Downtown’s Second Street Gallery Opens New Exhibit

    On Friday, March 4th, the Downtown Mall’s Second Street Gallery welcomed UVa students and Charlottesville community members alike to celebrate the openings of installations created by three talented artists: Chrissy Baucom, Heather Harvey, and Kortney Niewierski.

    In her Vestiges and Relics exhibit, Boucom used her skills as a painter to explore organic matter with pleasing colors creating images of heads of sheep, pieces of bone, and similar studies. She also included smaller drawings with mixed media in her display, creating versatile perspectives on the same subjects as well as embracing the addition of new subject matter.
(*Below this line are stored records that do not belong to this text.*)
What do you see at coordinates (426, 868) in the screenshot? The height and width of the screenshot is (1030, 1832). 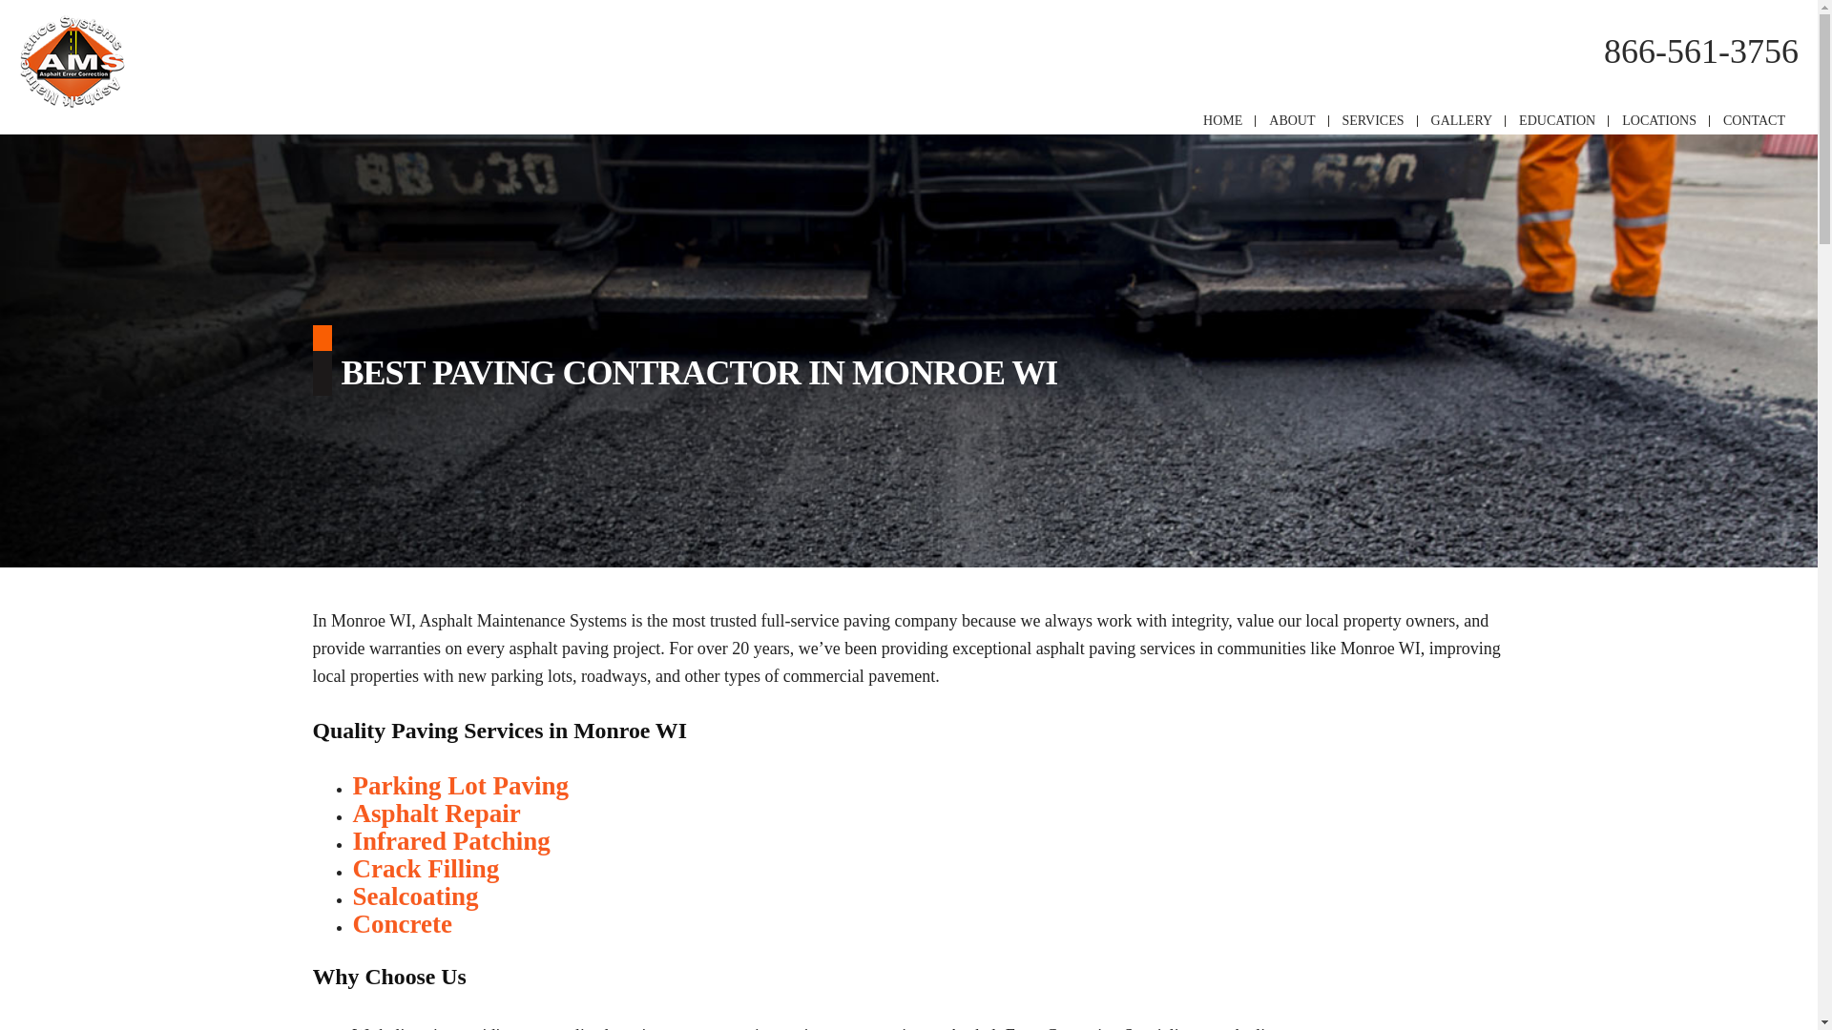 I see `Crack Filling` at bounding box center [426, 868].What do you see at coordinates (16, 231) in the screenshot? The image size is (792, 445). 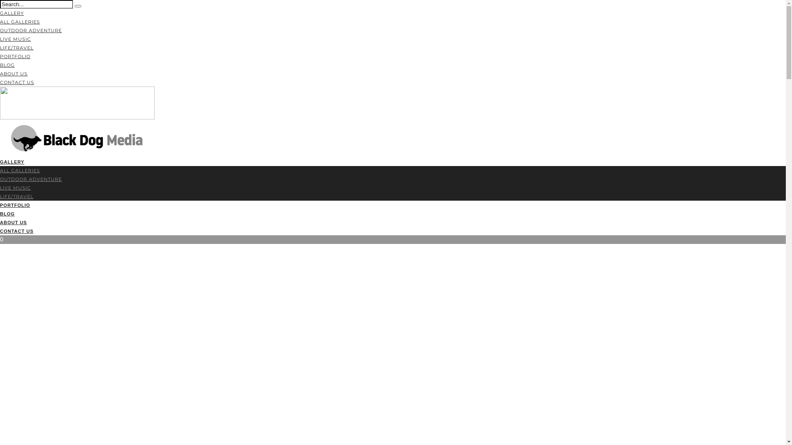 I see `CONTACT US` at bounding box center [16, 231]. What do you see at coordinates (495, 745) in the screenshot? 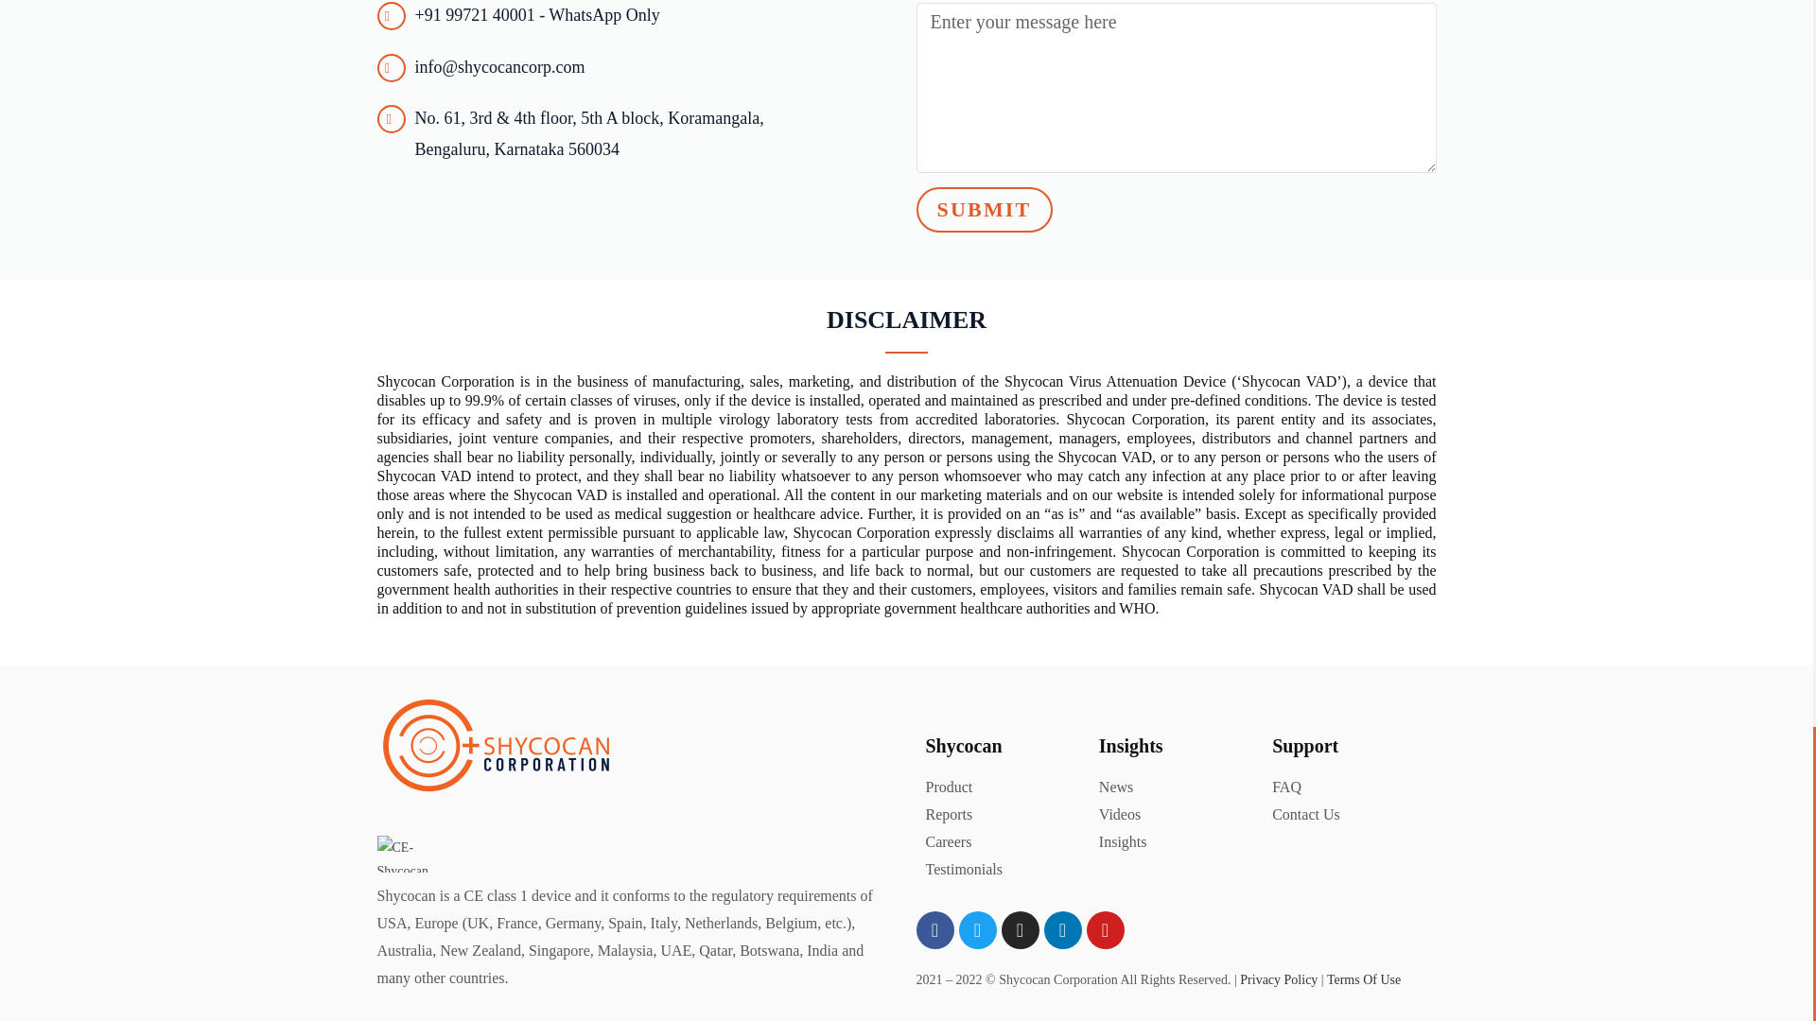
I see `SHYCOCAN CORPORATION-LOGO` at bounding box center [495, 745].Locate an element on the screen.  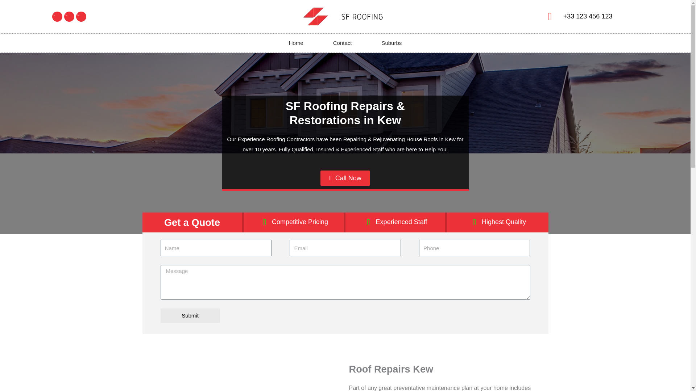
Kew, Victoria, Australia is located at coordinates (243, 377).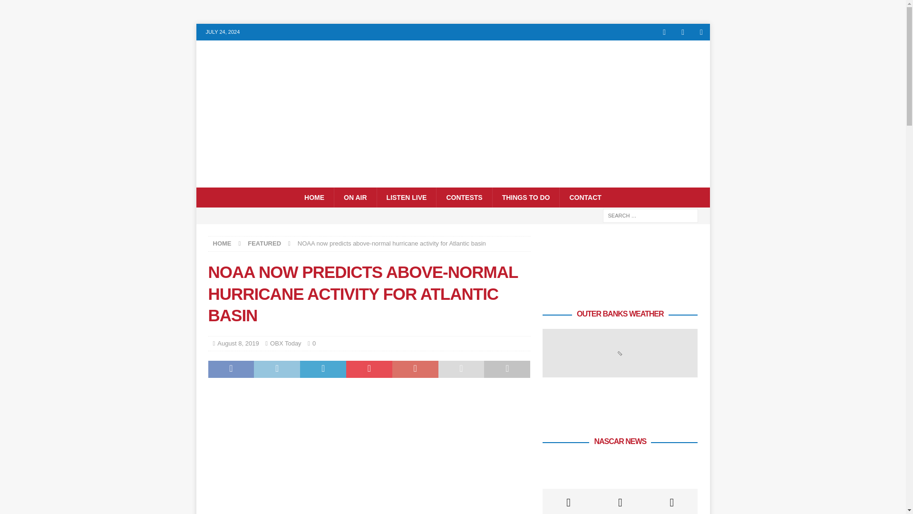 Image resolution: width=913 pixels, height=514 pixels. I want to click on 0, so click(314, 343). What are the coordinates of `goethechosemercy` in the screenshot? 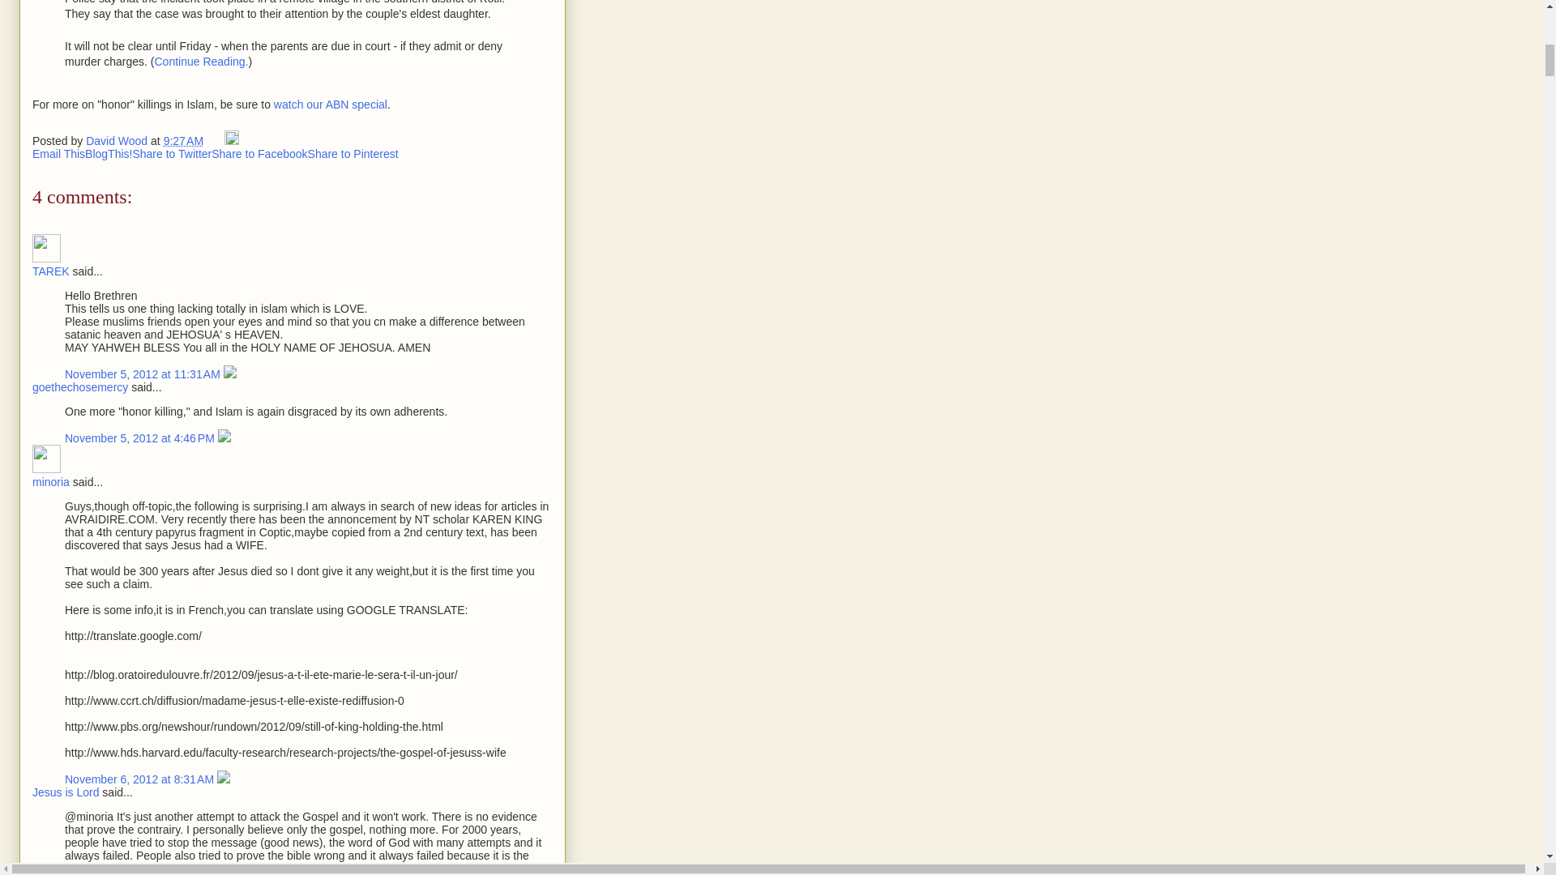 It's located at (79, 387).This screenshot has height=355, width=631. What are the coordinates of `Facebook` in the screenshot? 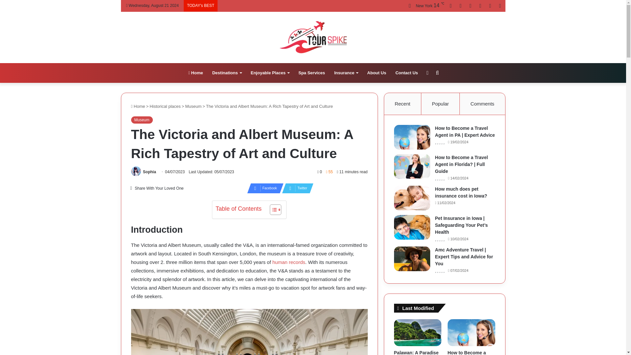 It's located at (263, 188).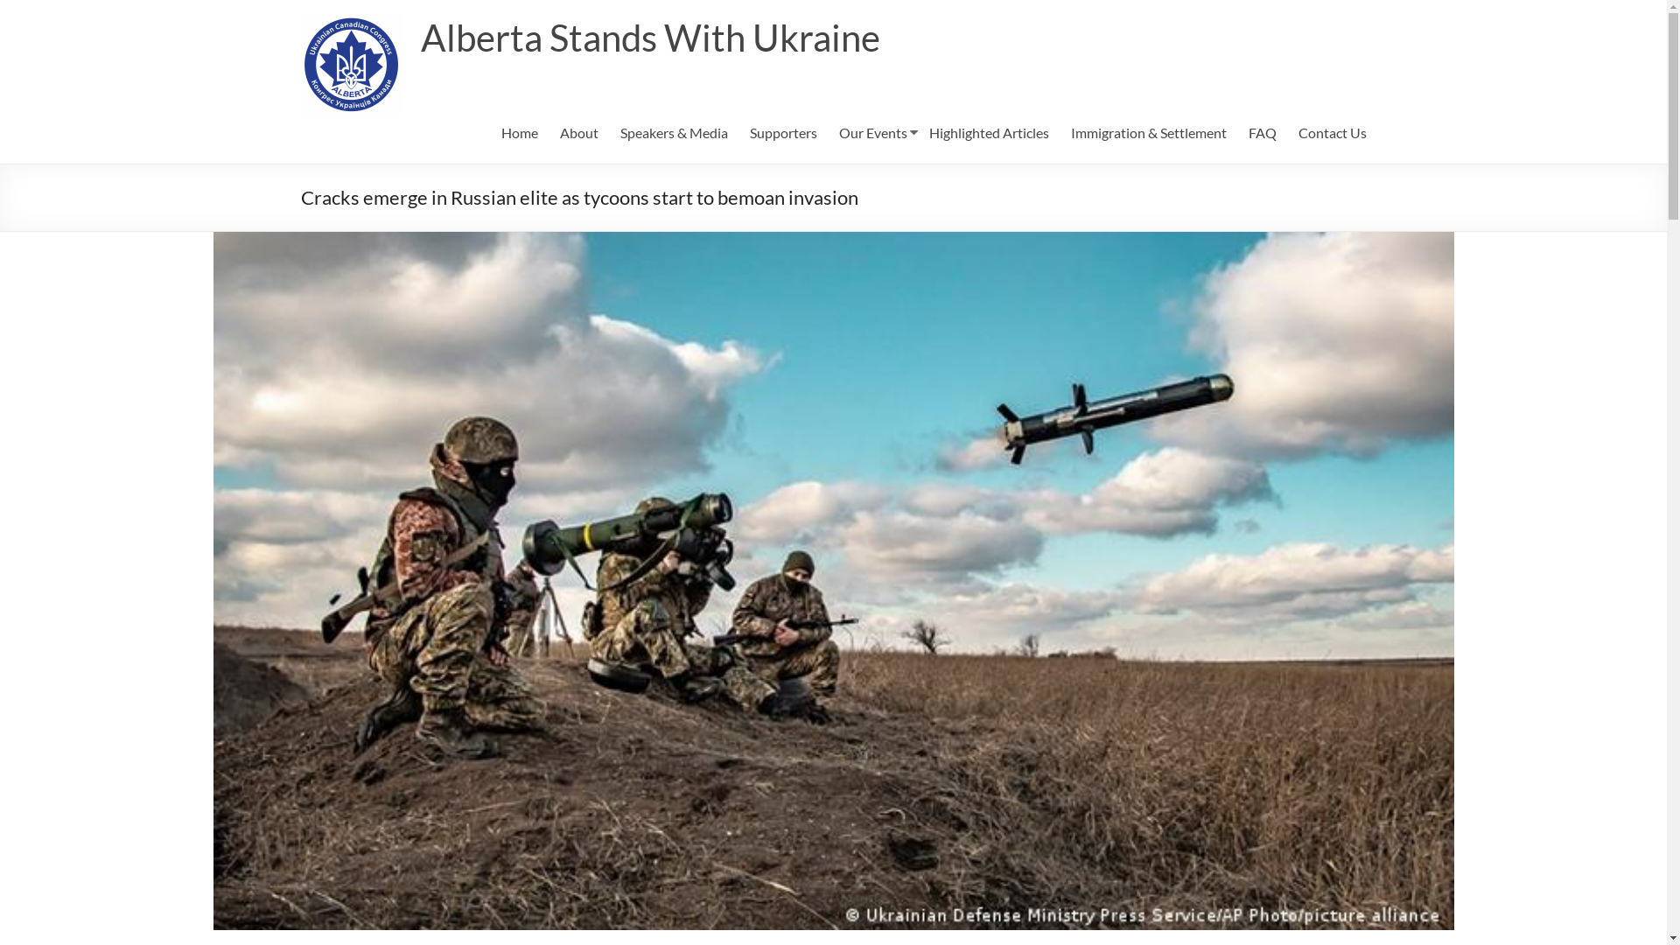  What do you see at coordinates (579, 133) in the screenshot?
I see `About` at bounding box center [579, 133].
Baucom focuses on time and evolution, and studies the connection between life and death in her work.

    “I am interested in this altered state of things,” Baucom wrote in her artist statement on her website. “It is my goal to realize my own personal connection with these lifeforms and how they relate to my memories and experiences with the natural world.”

    Harvey also has an interest in studying the natural world, and works to address earth’s connection with humanity through material objects. In her installation, Periodicities in Chaotic Forcing, Harvey created art from discarded trash and objects that she found on walks on the street. She uses the familiar yet often overlooked aspects of modern life to create stories and make connections, with these material sources acting as a bridge between the unknown while also emphasizing fragility and beauty.

    “Through minimal means and everyday materials the familiar is made strange again,” Harvey wrote on her website.

    In Niewierski’s display, Pretty on the Inside, there is a similar focus on the organic and the body, explored through the creation of three-dimensional artwork. Her use of soft fabrics and materials familiarizes the audience with an almost childlike air, reminding viewers of childhood toys, but when juxtaposed with the more adult subject matter and deeper meanings of the works, a discomfort is provided that is intriguing and beautiful.

    On her website, Niewierski wrote of her artwork supporting a “not-quite-this, not-quite-that theme,” and that through her work she attempts to “blur the lines between playful, appealing and humorous, and naughty and off-putting.”

    The work of the three artists will be on display through March 26, 2016, and can be viewed during any of the gallery’s open hours:  Tuesdays through Saturdays, 11am to 6pm.